This notion that rhetoric might be transformed into reality is given greater force by Jonathan Shepherd's chapter ('Emperors and expansionism: from Rome to middle Byzantium', pp. 55-82), which describes a mid-tenth century shift from a rhetoric of expansion towards actual expansion. In the dark days of the seventh to ninth centuries, imperial rhetoric emphasised claims to universal hegemony that connected Byzantium with the heyday of the Roman Empire. But as circumstances improved during the ninth and tenth centuries the empire 'dusted off' its rhetorical claims and began to put them into action, reasserting authority and building its military power. From the mid-tenth century expansionist rhetoric became increasingly territorial, perhaps because a large standing army sought activity for the troops and the rewards of campaigning. Possession of a pre-existing rhetoric, focused on the absence of frontiers, provided both the goal of expansion and its justification when the time was ripe. By contrast, those seeking to escape subordination to universalistic claims, like King Béla of Hungary, had both to invent justification for the authority they sought and define the limits they were willing to place upon it, with little direct precedent to guide them.

In Latin Europe the strongest claim to universal authority generally came from the papacy, which accordingly had to face its share of national challenges. Brendan Smith ('The frontiers of church reform in the British Isles, 1170-1230', pp. 239-53) argues that the papacy, in seeking to use reform to assert its universalist claim to control over the Church in the British Isles, was working against the ideas of national boundaries that rulers were busily developing in their quest for greater local authority. Smith tries to illustrate how this basic conflict was expressed at the frontiers between secular powers, secular and religious authorities, between and within ecclesiastical institutions, and between different peoples, and takes a rash of bishop murders to have been one striking result. Smith thus strays beyond relationships between power and spatial arrangements into the more abstract realm of cultural space and its divisions. This adds a whole new level of complexity - perhaps more than one - to an already complex subject, and Smith raises many questions to which he cannot do justice in the space of a single chapter.

Overall this book consolidates and extends our understanding of medieval European frontiers, so where do we go from here? The authors naturally talk much about change, but it is striking that the shifts seem to be all in the same direction, towards clearer definition and greater rigidity. This of course fits the longterm pattern of increasing central authority at 'national' level, but it also suggests the need to complicate the big picture by considering cases where European frontiers became more fluid or less well defined. As the authors note more than once, differences are chosen not given, and frontiers only exist because of the workings of human agency. More studies of the dissipation of difference - and outside the one-sided analytical framework of acculturation - would be a welcome and much-needed reminder that humans can overcome their differences as well as dwelling upon them.

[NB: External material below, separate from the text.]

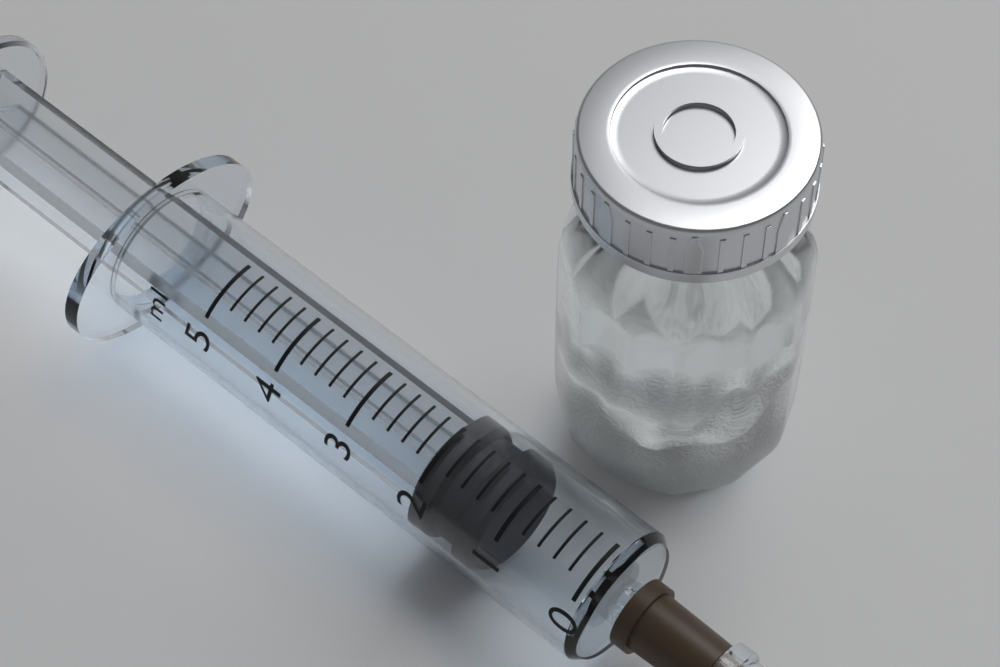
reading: 1.2 ml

The decision here to focus on discussion of frontiers without lines and with military issues de-emphasised has opened up the subject most effectively. It has allowed the authors to focus on the idea of frontiers as sets of relationships or states of mind and in so doing to greatly enrich our understanding of how medieval frontiers worked and what they were. There is much food for thought here. Nevertheless it is striking how much the spatial and military issues still impinge. Ultimately all these relationships had to be conducted in some place or other, and the possibility of violence was ever-present. Accordingly, to me one way forward is indicated by those discussions that address directly the relationship between the 'hard' frontiers of defence and war, politics and spatial organisation on the one hand and the boundaries defined by religion, historiography, and everyday life on the other; those trying to trace the relationships between military circumstances and cultural interaction, between political and religious allegiances, and of course between spatial arrangements and everyday negotiations of perceived difference.

It may be that broader comparison is what is needed now. As a medieval Europeanist-turned-Asianist, I am struck by how much this is frontiers from the inside out; the same thing happens with China. Europe here is implicitly a cultural whole in contact with something - or several somethings - that are considered ultimately and fundamentally distinct from (Latin) Christendom, but the focus is almost entirely on the Christian side. This is understandable in many ways. The idea that Europe had Turnerian frontiers of expansion in the middle ages is a powerful organising principle of immense utility, and any volume that concentrates on contemporary views is bound to run into the problem that the two sides of the frontier are often the province of different academic disciplines requiring different sets of language skills. Nevertheless, it remains a problem that, for the most part, non-Latin 'Others' still largely lack definition. What we need to balance this book is a volume that collects the views of the immense variety of people on the other side of Christendom's frontiers. Did Muslims, pagans, nomads and Orthodox Christians regard the frontiers they shared with western Christendom in the same way(s) that Latins did? There are hints of such concerns here, for instance in the pagans who propitiated Christ, but we need to flesh out our picture of what the people on the other side of these frontiers thought about them, and we need to do so at the same level of detail achieved in chapters like Mys'liwski's on one region of Poland. Neighbouring groups of pagans presumably differed from each other as much as neighbouring Latins did, and certainly nomadic groups were not all the same. The Islamic world, like Christendom, experienced tensions between universalistic claims and bids for regional autonomy. The obstacle to exploring such issues in a sustained and systematic manner is, of course, those same disciplinary boundaries that have helped to frame one set of questions rather than another, and which frontier historians frequently complain about. So perhaps the only answer is a major rethink of the way historical study is organised in Britain!

The richness of the book's contents unfortunately does not protect it from some technical gripes. While recognising that frontiers are not just about maps, nevertheless they are often helpful - and it is not compulsory to draw borderlines on them! I would have liked at least one map per chapter. Unfortunately very few publishers - as here - seem willing to redraw, so while the maps themselves are generally good, the reproductions are only just acceptable. In the same vein, the absence of analytical entries in the index reduces the utility of a very good book for the serious reader, and a bibliography would have helped. It is also a pity that the editors did not insist that English translations be provided for all quoted texts. This is a serious book on the world of medieval Europe, but that need not mean that non-specialists - and particularly the comparative audience - should be excluded. Another irritation is the use of the generic 'men'. It is easy enough to write 'people', and surely no-one now is insensitive to issues of gender? Finally, I am not quite sure what prompted the outburst on p. 6 (n. 12) regarding the romanisation of the name of China's modern capital. While some writers in English may prefer to remain with 'Peking' because it is familiar (at least to older readers), there is nothing bizarre about replacing a colonial imposition with a more acceptable romanisation. As this book is at pains to show, it is important to take account of how people think about themselves, and since those who do not use Latin script to write their languages continue to romanise them entirely for our benefit (in airports, for instance), it is, if nothing else, simple courtesy to use the spellings that they suggest.

Of course, these points should not detract from the overall value of the book: it is timely, full of ideas, and in moving us beyond a predominantly national framework for the study of frontiers it reveals a wealth of relationships between different kinds of boundary that will keep us busy for some time to come.

February 2003

Notes
  1. The literature on this topic includes O.W. Wolters, History, Culture, and Region in Southeast Asian Perspectives (revised edn, Southeast Asia Program, Cornell University; Ithaca, 1999), esp. pp. 27-40, and two comparative volumes: Henri Claessen and Peter Skalnik, eds, The Study of the State (Mouton; The Hague, 1981) and Henri Claessen and Pieter van der Velde, eds, Early State Dynamics (Brill; Leiden, 1987). Back to (1).